Key Highlights
- Ledger is moving beyond hardware wallets to secure AI agents, digital identities, and the emerging agentic economy.
- The 2026 roadmap covers agent identities, policies, and human layers to facilitate safe and regulated AI operations.
- Ledger draws attention to risks such as prompt injection attacks and device vulnerability.
Hardware wallet maker Ledger today revealed a suite of security measures and a 2026 roadmap aimed at protecting AI agents. The move aims to provide the essential building block for the agentic economy, where autonomous systems can access critical assets such as wallets and data without human intervention.
In a blog post, Ledger highlighted the increased dangers that exist when using AI agents. As agents become more autonomous, being able to control emails, calendar events, documents, browsing, and payments, they may be exposed to the “lethal trifecta” consisting of prompt injection, autonomous execution, and direct interaction with real resources.
The increasing challenges
“Even mundane actions such as opening an email can turn a good AI into a bad actor stealing your data or your money,” the company warns, referencing “Computer Security Apocalypse,” the term used by industry leaders, including Marc Andreessen.

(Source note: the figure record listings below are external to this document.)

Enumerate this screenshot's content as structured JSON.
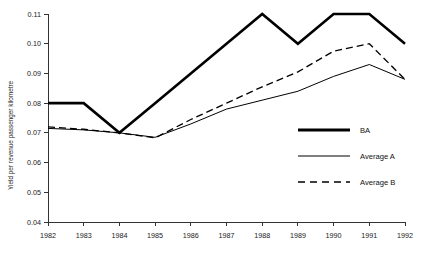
{
  "chart_data": {
    "type": "line",
    "title": "",
    "xlabel": "",
    "ylabel": "Yield per revenue passenger kilometre",
    "categories": [
      "1982",
      "1983",
      "1984",
      "1985",
      "1986",
      "1987",
      "1988",
      "1989",
      "1990",
      "1991",
      "1992"
    ],
    "x": [
      1982,
      1983,
      1984,
      1985,
      1986,
      1987,
      1988,
      1989,
      1990,
      1991,
      1992
    ],
    "xlim": [
      1982,
      1992
    ],
    "ylim": [
      0.04,
      0.11
    ],
    "yticks": [
      0.04,
      0.05,
      0.06,
      0.07,
      0.08,
      0.09,
      0.1,
      0.11
    ],
    "ytick_labels": [
      "0.04",
      "0.05",
      "0.06",
      "0.07",
      "0.08",
      "0.09",
      "0.10",
      "0.11"
    ],
    "xtick_labels": [
      "1982",
      "1983",
      "1984",
      "1985",
      "1986",
      "1987",
      "1988",
      "1989",
      "1990",
      "1991",
      "1992"
    ],
    "grid": false,
    "legend_position": "center-right",
    "series": [
      {
        "name": "BA",
        "style": "thick-solid",
        "color": "#000000",
        "values": [
          0.08,
          0.08,
          0.07,
          0.08,
          0.09,
          0.1,
          0.11,
          0.1,
          0.11,
          0.11,
          0.1
        ]
      },
      {
        "name": "Average A",
        "style": "thin-solid",
        "color": "#000000",
        "values": [
          0.0715,
          0.071,
          0.07,
          0.0685,
          0.073,
          0.078,
          0.081,
          0.084,
          0.089,
          0.093,
          0.088
        ]
      },
      {
        "name": "Average B",
        "style": "dashed",
        "color": "#000000",
        "values": [
          0.072,
          0.0712,
          0.07,
          0.0683,
          0.0745,
          0.08,
          0.0855,
          0.0905,
          0.0975,
          0.1,
          0.088
        ]
      }
    ]
  },
  "legend": {
    "items": [
      {
        "label": "BA"
      },
      {
        "label": "Average A"
      },
      {
        "label": "Average B"
      }
    ]
  },
  "axes": {
    "y_axis_title": "Yield per revenue passenger kilometre"
  }
}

In response, Ledger is expanding beyond its core crypto hardware business into AI-native security. Ian Rogers, the Chief Experience Officer at Ledger, has been promoted to Chief Human Agency Officer, a newly created role intended to ensure users remain secure and in control in an increasingly agent-driven environment.
Five years after joining Ledger, Rogers said the company has shifted its focus from securing digital assets to securing digital identity, which Ledger refers to as “Proof of You.”
Phased rollout
The roadmap includes quarterly rollouts:
Q2 2026: Agent identity backed by hardware, and programmable skills & CLI control. On-chain identities verifiable by Ledger devices will be provided to agents, doing away with spoofable soft credentials. Access to the complete Ledger wallet stack through skills will enable developers of AI tools.
Q3 2026: Agent Intents & Policies. User authentication in a loop will mandate physical presence at a trusted Ledger screen. Hardware-enforced policies like daily limits will direct any suspicious actions to the person.
Q4 2026: Proofs of human attestations. Cryptographic proofs will validate that the person is indeed not a bot, making sure that platform operators can fight multi-accounting and spam.
Recently discovered vulnerability
Meanwhile, Ledger Security’s Donjon team recently discovered a vulnerability in Android devices equipped with MediaTek chips. The team found the weakness in the secure booting process, which allows a malicious user to get access to the mobile’s PIN and compromise the crypto wallets’ private keys within a minute.
If a hacker establishes a USB connection with the phone before its operating system completes loading, it can access the root encryption keys used to secure the data stored on the phone. Once the keys are retrieved, it is possible to decrypt the phone’s storage offline, giving access to the seed phrases of crypto wallets.
What’s next
This initiative reflects Ledger’s shift from being a primarily consumer crypto hardware brand to becoming an infrastructure for the AI world. By anchoring AI security in physical hardware, the company aims to ensure that increased autonomy does not come at the cost of human ownership and control.
As AI agents become digital co-workers, having real-world access as well as authority, Ledger’s approach could establish a new standard for secure deployment.